The bridge was flooded out and replaced in 1881. The new structure featured a Smith truss bracing system and 220-foot span (Special Collections n.d.: Box 66-20, Folder 7A/B).

Miller was hired a second time, and once again the chosen design was a covered bridge made entirely of wood. This time, however, the cost was a whopping $14,275 and the result was a landmark.

“The Springfield Bridge is an immense structure towering as high as the trees around it,” crowed the local paper. “When it receives its roof it will be visible from a great distance on either side of the river.”

The paper went on to make the confident prediction that only a second deluge or the end of the world would take out this bridge. When it was destroyed within the decade by yet another flood, the disaster spelled the end of wooden bridges and of Miller’s involvement.

Like the Titanic, the 1881 Springfield bridge over the Willamette River was expected to last forever. In the words of a local newspaper at the time, “When a flood comes high enough to take that bridge away, it will be either a second deluge or the end of the world.”

Nine years later the bridge was gone, destroyed by a flood that put downtown Springfield under four feet of water.

1890s

During the summer of 1890 Wm. H. Dall collected at several of these Miocene localities, and by the assistance of Prof. Condon has been able to note a wider distribution of the Eocene than has heretofore been recognized in this State.

Miocene rocks are well exposed at Smith's quarry, 1 mile east of Eugene City, and at Springfield bridge, 2 miles farther east. At the former locality the rocks consist of grayish hard sandstone weathering to a yellowish color, irregularly bedded above, but massive below, dipping about 6° southeast, with a total exposure of about 37 feet. The fossils—Mytilus, Modiola, Mactra, Solen, Natica, Neverita, Purpura, and Lirofusus—are crowded or crushed together along certain lines or layers, and are usually in form of molds recrystallized into spar. The second locality, or that near Springfield, affords an excellent exposure of nearly a mile in length, extending southward from the abutment of the new bridge. The rocks have an easterly dip of from 5° to 8° and form a total perpendicular exposure of about 160 feet; they are overlain unconformably by 5 or 10 feet of alluvial matter which lies on their eroded edges. In the hilly regions, according to the observations of Prof. Condon, they are capped with basalt.

Harris, Gilbert Dennison and William Healey Dall. Correlation Papers: Neocene. Washington: Government Printing Office, 1892. p. 227.

To build the current double span over the Willamette between Springfield and Glenwood would take 84 years, and involve five projects and four construction companies.
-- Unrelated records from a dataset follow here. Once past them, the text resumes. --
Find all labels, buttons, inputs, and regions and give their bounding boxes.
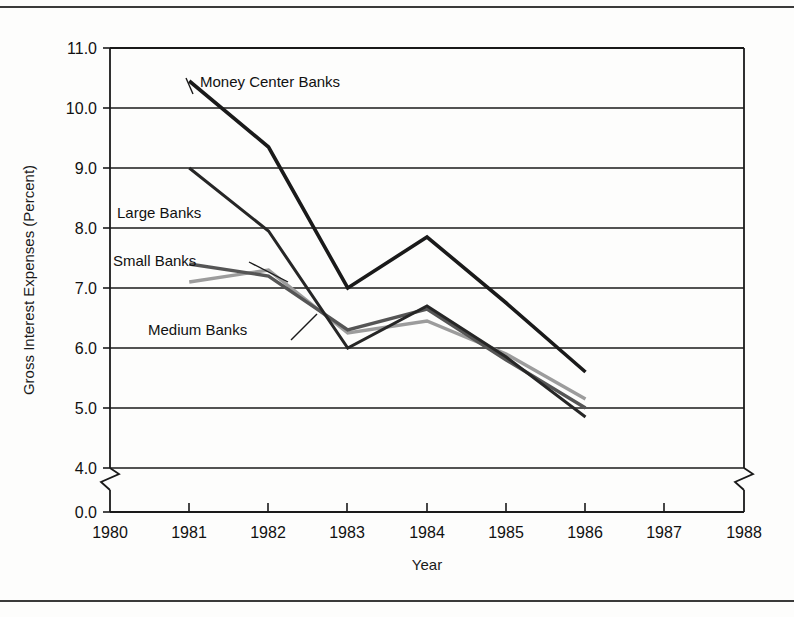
label-leader-lines [186, 78, 317, 340]
y-tick-label: 5.0 [75, 400, 97, 417]
y-tick-label: 6.0 [75, 340, 97, 357]
series-label-small-banks: Small Banks [113, 252, 196, 269]
x-tick-label: 1983 [329, 524, 365, 541]
bottom-divider-rule [0, 600, 794, 602]
x-tick-label: 1988 [726, 524, 762, 541]
series-lines [189, 81, 585, 417]
right-axis-break-icon [735, 468, 753, 490]
y-tick-label: 9.0 [75, 160, 97, 177]
x-tick-label: 1982 [250, 524, 286, 541]
line-chart-figure: 11.0 10.0 9.0 8.0 7.0 6.0 5.0 4.0 0.0 19… [0, 10, 794, 598]
x-tick-labels: 1980 1981 1982 1983 1984 1985 1986 1987 … [92, 524, 762, 541]
x-tick-label: 1980 [92, 524, 128, 541]
y-tick-label: 4.0 [75, 460, 97, 477]
series-label-large-banks: Large Banks [117, 204, 201, 221]
x-tick-label: 1986 [567, 524, 603, 541]
x-tick-label: 1981 [171, 524, 207, 541]
series-label-money-center-banks: Money Center Banks [200, 73, 340, 90]
x-axis-title: Year [412, 556, 442, 573]
chart-canvas: 11.0 10.0 9.0 8.0 7.0 6.0 5.0 4.0 0.0 19… [0, 10, 794, 598]
y-axis-break-icon [101, 468, 119, 490]
y-axis-title: Gross Interest Expenses (Percent) [20, 165, 37, 395]
series-label-medium-banks: Medium Banks [148, 321, 247, 338]
gridlines [110, 48, 744, 468]
y-tick-labels: 11.0 10.0 9.0 8.0 7.0 6.0 5.0 4.0 0.0 [66, 40, 97, 521]
y-tick-label: 8.0 [75, 220, 97, 237]
x-tickmarks [189, 503, 664, 512]
y-tick-label: 7.0 [75, 280, 97, 297]
x-tick-label: 1984 [409, 524, 445, 541]
y-tick-label: 11.0 [67, 40, 97, 57]
y-tick-label: 0.0 [75, 504, 97, 521]
series-line-large-banks[interactable] [189, 168, 585, 417]
y-tick-label: 10.0 [66, 100, 97, 117]
y-tickmarks [103, 48, 110, 512]
series-line-small-banks[interactable] [189, 264, 585, 408]
x-tick-label: 1985 [488, 524, 524, 541]
top-divider-rule [0, 6, 794, 8]
series-line-medium-banks[interactable] [189, 270, 585, 399]
x-tick-label: 1987 [646, 524, 682, 541]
The new Springfield bridge took 120 working days to build, cost $30,000, and employed a design calling for three 200-foot trusses supported on concrete piers. This bridge spanned more than the river — it carried the thirsty from “dry” Eugene to the saloons of Springfield by electric streetcar.

The streetcar ceased operation in the mid-1920s. In 1929, the bridge was converted to automobile use, which continues to this day. A companion bridge, built to handle the increasing flow of city traffic, was completed in 1958. The bridges now carry more than 12,900 cars a day heading west, and 14,100 a day traveling east.

Ongoing maintenance is now the major expense for the Springfield bridges, but the most costly problem is no longer the wild water that flows beneath them — it may be the homeless people who sleep under them.

Over the past decade (1999 to 2008), the state has spent roughly $100,000 on cleaning up the camps of transients who seek shelter below the bridges.

“It’s public land and we can’t go in and kick them off, but there is a no camping ordinance, so we clean up whatever has been left,” said Joe Harwood of the Oregon Department of Transportation. Rather than continue to clean out the camps every three months, the department hopes to get the necessary permits to “cage in” the spaces between the underside of the bridges and the riverbanks by June.